Angkhana receives Magsaysay award

Angkhana receives Magsaysay award

Angkhana Neelapaijit speaks at an event marking the role of woman in human rights protection in Bangkok in March 2018. She was awarded the Ramon Magsaysay Award on Friday. (Bangkok Post file photo)
Angkhana Neelapaijit speaks at an event marking the role of woman in human rights protection in Bangkok in March 2018. She was awarded the Ramon Magsaysay Award on Friday. (Bangkok Post file photo)

Angkhana Neelapaijit, who resigned as human rights commissioner two days ago, has been awarded the Ramon Magsaysay Award.

Mrs Angkhana, 63, was lauded for “championing justice, case after painful case,” according to the foundation’s website.

Other awardees are Ko Swe Win from Myanmar, Ravish Kumar of India, Raymundo Pujante Cayabyab of the Philippines and Kim Jong-ki of South Korea.

Mrs Angkhana founded the Justice for Peace Foundation in 2006. The network has played a key role in documenting the human rights situation in southern Thailand.

Its work has raised public awareness and putting pressure on the government to act on human rights cases, providing legal assistance to victims and training women on human rights and the peace process, according to the foundation.

She was named human rights commissioner in 2015 but resigned Wednesday, along with Tuenjai Deetes, another commissioner, after the National Human Rights Commission’s regulations were changed prohibiting commissioners from giving news to media when they are in the field.

They viewed the ban limited the effectiveness of their work because with no publicity, they no longer received tip-offs from the public, which in the past had helped them address the problems.

Mrs Angkhana’s husband, Somchai Neelapaijit, a Muslim lawyer and human rights activist, disappeared in 2004. He was last seen in Bangkok’s Ramkhamhaeng area where eyewitnesses saw four men dragging him from his car. He has not been seen since.

Five police officers were charged with coercion in the Somchai case. They were acquitted in 2015. A year later the DSI dropped the case, having shown no results after 12 years of investigation. The case of the possible death of Somchai has not since been solved. In 2016 the Department of Special Investigation declared the investigation "over".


▸ **Task to carry out**: An exact copy of the entries, with every picture omitted, is what is needed here.

***** Supplied information

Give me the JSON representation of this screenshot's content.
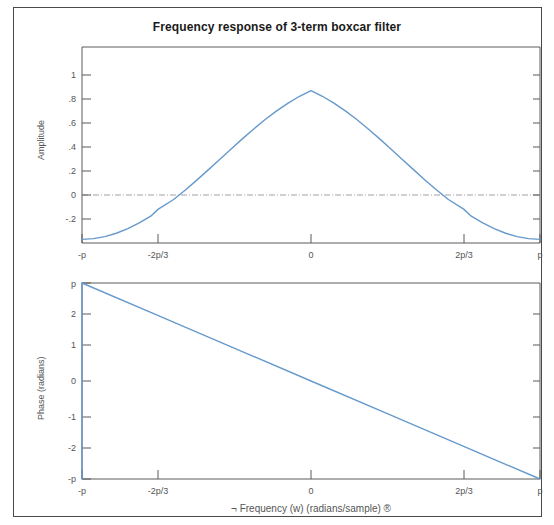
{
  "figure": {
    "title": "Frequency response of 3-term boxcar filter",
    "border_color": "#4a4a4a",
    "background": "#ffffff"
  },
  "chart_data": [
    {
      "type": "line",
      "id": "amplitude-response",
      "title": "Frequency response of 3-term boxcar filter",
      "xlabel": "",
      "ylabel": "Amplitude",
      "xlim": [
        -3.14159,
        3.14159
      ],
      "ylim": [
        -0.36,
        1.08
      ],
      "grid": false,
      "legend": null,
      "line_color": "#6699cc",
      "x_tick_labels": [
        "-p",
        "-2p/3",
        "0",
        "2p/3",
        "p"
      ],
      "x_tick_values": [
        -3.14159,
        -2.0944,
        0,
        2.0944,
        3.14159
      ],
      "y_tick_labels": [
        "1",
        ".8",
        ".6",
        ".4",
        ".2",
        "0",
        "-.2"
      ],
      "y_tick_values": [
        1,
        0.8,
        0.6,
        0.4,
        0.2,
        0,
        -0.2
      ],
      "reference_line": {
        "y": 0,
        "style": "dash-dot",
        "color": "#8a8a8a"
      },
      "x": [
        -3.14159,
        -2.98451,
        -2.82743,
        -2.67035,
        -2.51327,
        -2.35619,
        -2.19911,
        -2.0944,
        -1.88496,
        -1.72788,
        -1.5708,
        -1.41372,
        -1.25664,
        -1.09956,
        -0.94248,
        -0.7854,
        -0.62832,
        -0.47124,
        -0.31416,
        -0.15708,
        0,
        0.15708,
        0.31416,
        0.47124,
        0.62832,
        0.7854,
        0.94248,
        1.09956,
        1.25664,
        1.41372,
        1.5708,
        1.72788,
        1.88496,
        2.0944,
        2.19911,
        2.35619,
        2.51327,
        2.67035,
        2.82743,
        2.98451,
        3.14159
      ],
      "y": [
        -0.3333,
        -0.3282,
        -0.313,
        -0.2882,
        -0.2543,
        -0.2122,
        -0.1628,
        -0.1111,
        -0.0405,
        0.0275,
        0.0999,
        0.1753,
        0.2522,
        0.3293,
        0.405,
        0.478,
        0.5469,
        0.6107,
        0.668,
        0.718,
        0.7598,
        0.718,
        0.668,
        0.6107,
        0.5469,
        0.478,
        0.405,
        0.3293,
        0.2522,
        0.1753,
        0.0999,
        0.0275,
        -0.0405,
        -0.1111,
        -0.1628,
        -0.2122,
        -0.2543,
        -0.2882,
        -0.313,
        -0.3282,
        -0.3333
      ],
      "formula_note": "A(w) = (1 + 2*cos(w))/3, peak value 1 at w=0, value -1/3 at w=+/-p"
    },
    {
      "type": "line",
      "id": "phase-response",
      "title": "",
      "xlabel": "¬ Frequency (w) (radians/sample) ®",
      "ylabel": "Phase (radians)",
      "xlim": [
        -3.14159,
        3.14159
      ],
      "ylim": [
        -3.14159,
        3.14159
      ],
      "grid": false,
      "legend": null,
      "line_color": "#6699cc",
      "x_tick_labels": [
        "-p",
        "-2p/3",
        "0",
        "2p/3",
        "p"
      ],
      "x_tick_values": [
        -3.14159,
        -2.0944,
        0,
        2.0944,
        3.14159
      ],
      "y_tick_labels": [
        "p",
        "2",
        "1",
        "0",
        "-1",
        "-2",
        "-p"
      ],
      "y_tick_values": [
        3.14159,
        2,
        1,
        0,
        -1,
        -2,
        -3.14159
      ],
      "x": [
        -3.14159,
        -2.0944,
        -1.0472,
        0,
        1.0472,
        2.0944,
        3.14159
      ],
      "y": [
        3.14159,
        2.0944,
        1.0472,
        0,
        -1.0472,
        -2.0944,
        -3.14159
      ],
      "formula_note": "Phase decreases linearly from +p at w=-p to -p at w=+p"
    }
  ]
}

**********

▸ **Result below**:
Give me the JSON representation of this screenshot's content.
{
  "figure": {
    "title": "Frequency response of 3-term boxcar filter",
    "border_color": "#4a4a4a",
    "background": "#ffffff"
  },
  "chart_data": [
    {
      "type": "line",
      "id": "amplitude-response",
      "title": "Frequency response of 3-term boxcar filter",
      "xlabel": "",
      "ylabel": "Amplitude",
      "xlim": [
        -3.14159,
        3.14159
      ],
      "ylim": [
        -0.36,
        1.08
      ],
      "grid": false,
      "legend": null,
      "line_color": "#6699cc",
      "x_tick_labels": [
        "-p",
        "-2p/3",
        "0",
        "2p/3",
        "p"
      ],
      "x_tick_values": [
        -3.14159,
        -2.0944,
        0,
        2.0944,
        3.14159
      ],
      "y_tick_labels": [
        "1",
        ".8",
        ".6",
        ".4",
        ".2",
        "0",
        "-.2"
      ],
      "y_tick_values": [
        1,
        0.8,
        0.6,
        0.4,
        0.2,
        0,
        -0.2
      ],
      "reference_line": {
        "y": 0,
        "style": "dash-dot",
        "color": "#8a8a8a"
      },
      "x": [
        -3.14159,
        -2.98451,
        -2.82743,
        -2.67035,
        -2.51327,
        -2.35619,
        -2.19911,
        -2.0944,
        -1.88496,
        -1.72788,
        -1.5708,
        -1.41372,
        -1.25664,
        -1.09956,
        -0.94248,
        -0.7854,
        -0.62832,
        -0.47124,
        -0.31416,
        -0.15708,
        0,
        0.15708,
        0.31416,
        0.47124,
        0.62832,
        0.7854,
        0.94248,
        1.09956,
        1.25664,
        1.41372,
        1.5708,
        1.72788,
        1.88496,
        2.0944,
        2.19911,
        2.35619,
        2.51327,
        2.67035,
        2.82743,
        2.98451,
        3.14159
      ],
      "y": [
        -0.3333,
        -0.3282,
        -0.313,
        -0.2882,
        -0.2543,
        -0.2122,
        -0.1628,
        -0.1111,
        -0.0405,
        0.0275,
        0.0999,
        0.1753,
        0.2522,
        0.3293,
        0.405,
        0.478,
        0.5469,
        0.6107,
        0.668,
        0.718,
        0.7598,
        0.718,
        0.668,
        0.6107,
        0.5469,
        0.478,
        0.405,
        0.3293,
        0.2522,
        0.1753,
        0.0999,
        0.0275,
        -0.0405,
        -0.1111,
        -0.1628,
        -0.2122,
        -0.2543,
        -0.2882,
        -0.313,
        -0.3282,
        -0.3333
      ],
      "formula_note": "A(w) = (1 + 2*cos(w))/3, peak value 1 at w=0, value -1/3 at w=+/-p"
    },
    {
      "type": "line",
      "id": "phase-response",
      "title": "",
      "xlabel": "¬ Frequency (w) (radians/sample) ®",
      "ylabel": "Phase (radians)",
      "xlim": [
        -3.14159,
        3.14159
      ],
      "ylim": [
        -3.14159,
        3.14159
      ],
      "grid": false,
      "legend": null,
      "line_color": "#6699cc",
      "x_tick_labels": [
        "-p",
        "-2p/3",
        "0",
        "2p/3",
        "p"
      ],
      "x_tick_values": [
        -3.14159,
        -2.0944,
        0,
        2.0944,
        3.14159
      ],
      "y_tick_labels": [
        "p",
        "2",
        "1",
        "0",
        "-1",
        "-2",
        "-p"
      ],
      "y_tick_values": [
        3.14159,
        2,
        1,
        0,
        -1,
        -2,
        -3.14159
      ],
      "x": [
        -3.14159,
        -2.0944,
        -1.0472,
        0,
        1.0472,
        2.0944,
        3.14159
      ],
      "y": [
        3.14159,
        2.0944,
        1.0472,
        0,
        -1.0472,
        -2.0944,
        -3.14159
      ],
      "formula_note": "Phase decreases linearly from +p at w=-p to -p at w=+p"
    }
  ]
}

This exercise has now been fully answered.